I did not come to Islam through theology. I came to it through fear, threat and hatred directed at me and the world I live in. I think the first time I became aware of something called Islam was in 1989, when Salman Rushdie was sentenced to death by Iran’s ‘Supreme Leader’ for writing his novel, The Satanic Verses. Images of furious men immolating books spread around the world and seared themselves into my childhood mind, fixing fear and confusion to something I did not yet know how to name. My father, a bookseller, insisted on continuing to sell the book, but decided, soberly, that it would have to be kept behind the checkout desk, available only if a customer asked for it by name.

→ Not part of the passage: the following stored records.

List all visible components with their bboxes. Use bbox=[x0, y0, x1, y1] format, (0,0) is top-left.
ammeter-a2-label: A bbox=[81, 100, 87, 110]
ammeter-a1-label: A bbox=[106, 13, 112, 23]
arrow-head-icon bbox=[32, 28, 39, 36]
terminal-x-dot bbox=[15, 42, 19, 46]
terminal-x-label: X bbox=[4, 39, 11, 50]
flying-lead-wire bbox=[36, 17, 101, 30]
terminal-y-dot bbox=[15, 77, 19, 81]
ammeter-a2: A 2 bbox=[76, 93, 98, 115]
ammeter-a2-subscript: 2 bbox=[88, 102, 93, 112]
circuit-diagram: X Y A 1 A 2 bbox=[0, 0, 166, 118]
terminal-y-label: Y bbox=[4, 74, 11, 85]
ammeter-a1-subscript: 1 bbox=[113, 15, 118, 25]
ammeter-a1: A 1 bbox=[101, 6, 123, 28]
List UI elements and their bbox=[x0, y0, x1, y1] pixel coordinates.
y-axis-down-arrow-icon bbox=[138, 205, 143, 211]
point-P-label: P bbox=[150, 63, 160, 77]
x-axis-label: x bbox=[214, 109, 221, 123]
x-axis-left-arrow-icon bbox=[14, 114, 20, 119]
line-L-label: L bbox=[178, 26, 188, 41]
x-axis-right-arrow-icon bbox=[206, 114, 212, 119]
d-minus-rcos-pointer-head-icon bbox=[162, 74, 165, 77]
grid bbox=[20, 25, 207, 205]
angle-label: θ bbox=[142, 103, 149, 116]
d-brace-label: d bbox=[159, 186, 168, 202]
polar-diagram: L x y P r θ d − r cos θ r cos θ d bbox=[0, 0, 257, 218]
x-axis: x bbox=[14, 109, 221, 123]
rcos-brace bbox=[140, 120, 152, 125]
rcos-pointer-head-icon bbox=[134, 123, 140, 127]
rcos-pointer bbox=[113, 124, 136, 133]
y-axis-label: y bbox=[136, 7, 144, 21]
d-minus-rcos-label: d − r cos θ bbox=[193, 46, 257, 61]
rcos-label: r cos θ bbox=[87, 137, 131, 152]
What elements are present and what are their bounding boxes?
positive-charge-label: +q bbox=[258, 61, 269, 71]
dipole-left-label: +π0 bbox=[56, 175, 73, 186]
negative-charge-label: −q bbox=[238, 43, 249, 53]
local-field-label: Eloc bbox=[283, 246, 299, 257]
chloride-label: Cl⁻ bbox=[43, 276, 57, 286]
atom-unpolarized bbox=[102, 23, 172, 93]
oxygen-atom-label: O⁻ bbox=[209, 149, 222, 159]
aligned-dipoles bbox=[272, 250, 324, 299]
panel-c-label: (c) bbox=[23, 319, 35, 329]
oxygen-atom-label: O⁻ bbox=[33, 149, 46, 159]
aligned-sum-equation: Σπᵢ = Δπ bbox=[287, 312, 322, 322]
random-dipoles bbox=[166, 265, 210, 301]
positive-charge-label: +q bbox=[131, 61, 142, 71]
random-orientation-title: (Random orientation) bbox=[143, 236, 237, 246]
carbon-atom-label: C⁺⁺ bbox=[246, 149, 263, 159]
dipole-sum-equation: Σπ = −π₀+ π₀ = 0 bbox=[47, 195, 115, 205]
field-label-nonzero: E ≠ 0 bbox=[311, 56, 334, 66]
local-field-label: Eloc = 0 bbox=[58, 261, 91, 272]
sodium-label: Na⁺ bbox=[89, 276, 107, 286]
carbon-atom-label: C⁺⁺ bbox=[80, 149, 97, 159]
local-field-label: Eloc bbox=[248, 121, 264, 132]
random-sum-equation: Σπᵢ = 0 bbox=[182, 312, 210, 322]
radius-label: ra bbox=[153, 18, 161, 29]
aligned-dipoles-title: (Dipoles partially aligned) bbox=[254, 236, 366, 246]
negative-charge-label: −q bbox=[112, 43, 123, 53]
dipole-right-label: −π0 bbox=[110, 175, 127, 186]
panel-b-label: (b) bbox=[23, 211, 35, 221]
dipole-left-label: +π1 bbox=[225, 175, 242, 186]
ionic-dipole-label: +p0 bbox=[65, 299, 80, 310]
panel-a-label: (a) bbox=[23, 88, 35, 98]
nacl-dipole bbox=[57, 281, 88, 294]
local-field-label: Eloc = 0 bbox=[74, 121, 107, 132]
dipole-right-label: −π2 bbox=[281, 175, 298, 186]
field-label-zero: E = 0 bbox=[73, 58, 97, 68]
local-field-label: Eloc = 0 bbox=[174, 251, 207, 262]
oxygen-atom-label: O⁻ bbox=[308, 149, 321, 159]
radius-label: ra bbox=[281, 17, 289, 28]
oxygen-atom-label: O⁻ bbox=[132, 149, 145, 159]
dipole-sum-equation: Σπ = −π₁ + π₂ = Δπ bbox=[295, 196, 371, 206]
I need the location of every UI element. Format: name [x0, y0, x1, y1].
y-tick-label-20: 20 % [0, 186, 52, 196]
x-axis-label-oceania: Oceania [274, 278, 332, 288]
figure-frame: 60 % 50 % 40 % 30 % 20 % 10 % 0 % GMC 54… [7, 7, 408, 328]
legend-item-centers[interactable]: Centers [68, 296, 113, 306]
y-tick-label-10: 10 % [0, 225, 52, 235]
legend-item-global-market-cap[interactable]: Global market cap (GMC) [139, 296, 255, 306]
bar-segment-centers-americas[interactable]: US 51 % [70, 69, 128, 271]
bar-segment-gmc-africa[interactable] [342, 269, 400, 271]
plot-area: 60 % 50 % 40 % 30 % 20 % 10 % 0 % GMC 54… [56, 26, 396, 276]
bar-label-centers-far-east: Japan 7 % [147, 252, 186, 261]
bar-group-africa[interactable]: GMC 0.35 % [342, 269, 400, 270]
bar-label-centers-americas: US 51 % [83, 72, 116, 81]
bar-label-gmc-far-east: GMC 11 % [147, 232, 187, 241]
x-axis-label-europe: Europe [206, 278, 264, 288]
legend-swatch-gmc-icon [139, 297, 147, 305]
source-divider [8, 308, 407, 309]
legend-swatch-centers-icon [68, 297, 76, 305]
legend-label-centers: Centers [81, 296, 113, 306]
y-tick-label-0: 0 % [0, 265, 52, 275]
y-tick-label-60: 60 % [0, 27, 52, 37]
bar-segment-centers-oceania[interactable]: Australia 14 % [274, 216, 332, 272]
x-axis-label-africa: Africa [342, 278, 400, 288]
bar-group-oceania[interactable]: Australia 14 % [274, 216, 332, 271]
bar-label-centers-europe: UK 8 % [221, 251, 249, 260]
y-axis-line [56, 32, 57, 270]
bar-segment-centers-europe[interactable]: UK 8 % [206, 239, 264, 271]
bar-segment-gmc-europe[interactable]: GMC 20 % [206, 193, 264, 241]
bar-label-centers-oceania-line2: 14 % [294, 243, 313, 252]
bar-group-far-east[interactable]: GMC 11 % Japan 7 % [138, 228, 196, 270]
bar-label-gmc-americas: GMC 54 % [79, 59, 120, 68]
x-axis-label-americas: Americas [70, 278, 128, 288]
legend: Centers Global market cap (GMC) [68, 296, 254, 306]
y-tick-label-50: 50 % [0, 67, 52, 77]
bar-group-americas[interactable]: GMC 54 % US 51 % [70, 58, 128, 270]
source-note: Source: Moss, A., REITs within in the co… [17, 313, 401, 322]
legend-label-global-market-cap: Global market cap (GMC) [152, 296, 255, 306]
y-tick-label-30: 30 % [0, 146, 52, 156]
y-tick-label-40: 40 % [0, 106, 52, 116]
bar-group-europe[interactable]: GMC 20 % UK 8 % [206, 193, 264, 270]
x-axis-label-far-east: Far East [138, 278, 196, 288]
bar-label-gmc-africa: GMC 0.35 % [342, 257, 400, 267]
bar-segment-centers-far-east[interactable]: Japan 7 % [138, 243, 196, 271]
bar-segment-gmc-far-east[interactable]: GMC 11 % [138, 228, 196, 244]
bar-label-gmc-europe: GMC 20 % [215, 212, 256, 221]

My exposure to Islam grew as I did – through bombings justified in God’s name, through chants that promised erasure of my coreligionists, through the casual way anti-Semitism travelled across borders and languages wearing religious dress. Like many non-Muslim westerners of my generation, my first encounters with Islam were not in a library or a classroom but in the shadow cast by violence: the planes of September 11th, the suicide bombings of the early 2000s, the long years of jihadist attacks in Europe, and now October 7th and what followed. That history does not grant me or anyone else moral authority, but it does impose on us a responsibility. When an ideology repeatedly intrudes into people’s life uninvited, through bloodshed and intimidation, indifference ceases to be a neutral position.